Mr. & Mrs. Hitchcock, F. S. Skiddy von Stade Sr. and other fathers and an occasional mother played against the Meadow-Larks. Thomas Hitchcock Jr. grew up and went to War. For a while there were no Meadow Larks. Then the second Hitchcock boy, Francis ("Frankie"), was big enough to start.* When he was going to school in Aiken, S. C. his mother sent him mallets and balls enough for two teams. They played on bicycles on a red clay field. Later Frankie had a hard fall that ended his riding for the time, but the boys who had played with him, still trained by Mrs. Hitchcock, developed into the Old Aiken team which last year carried off the Junior championship, the Westbury Challenge Cup and the Herbert Memorial trophy.

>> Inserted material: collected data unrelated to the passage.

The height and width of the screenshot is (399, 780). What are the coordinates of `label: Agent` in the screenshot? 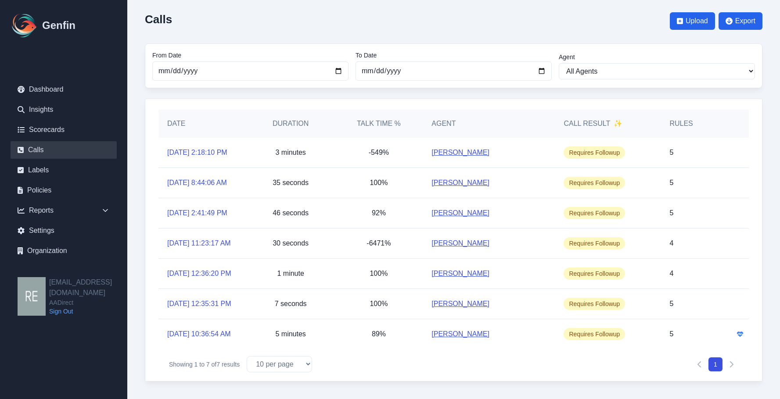 It's located at (657, 57).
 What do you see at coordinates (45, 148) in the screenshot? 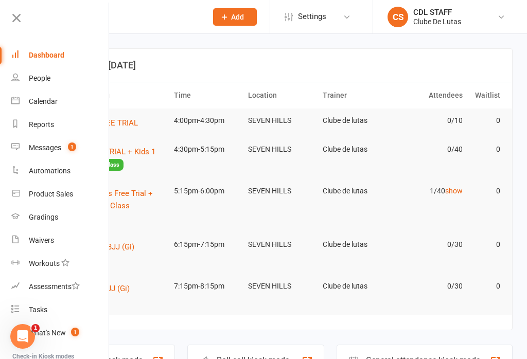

Boys are always playing polo on the Hitchcock field. Even during the juvenile depopulation that falls upon Long Island in August because mothers mysteriously believe this to be an unhealthy season, young candidates for next year's Meadow Lark Club are being watched by Mrs. Hitchcock and coached by a onetime British cavalry sergeant named Gaylord. On the present squad, potential internationalists of the future, are Skiddy von Stade Jr., Julian Peabody Jr. (a Hitchcock grandson), Devereux Milburn Jr., Jack Milburn, David Dows Jr., Jimmy Curtis, Marshall Field Jr., Coolidge Chapin, Charlie von Stade, Jack Windmill, Nelson Brown, Scott Truesdale and the Gerry twins. On the international squad itself are six onetime Meadow Larks: J. C. Rathborne, Stewart Iglehart, J. P. Mills, Pete Bostwick, Winston Guest, Earle Hopping. Mrs. Hitchcock cannot play this year because she broke her arm last fall in a Virginia hunt but she perches on the fence almost every day to watch and coach her present crop of youngsters.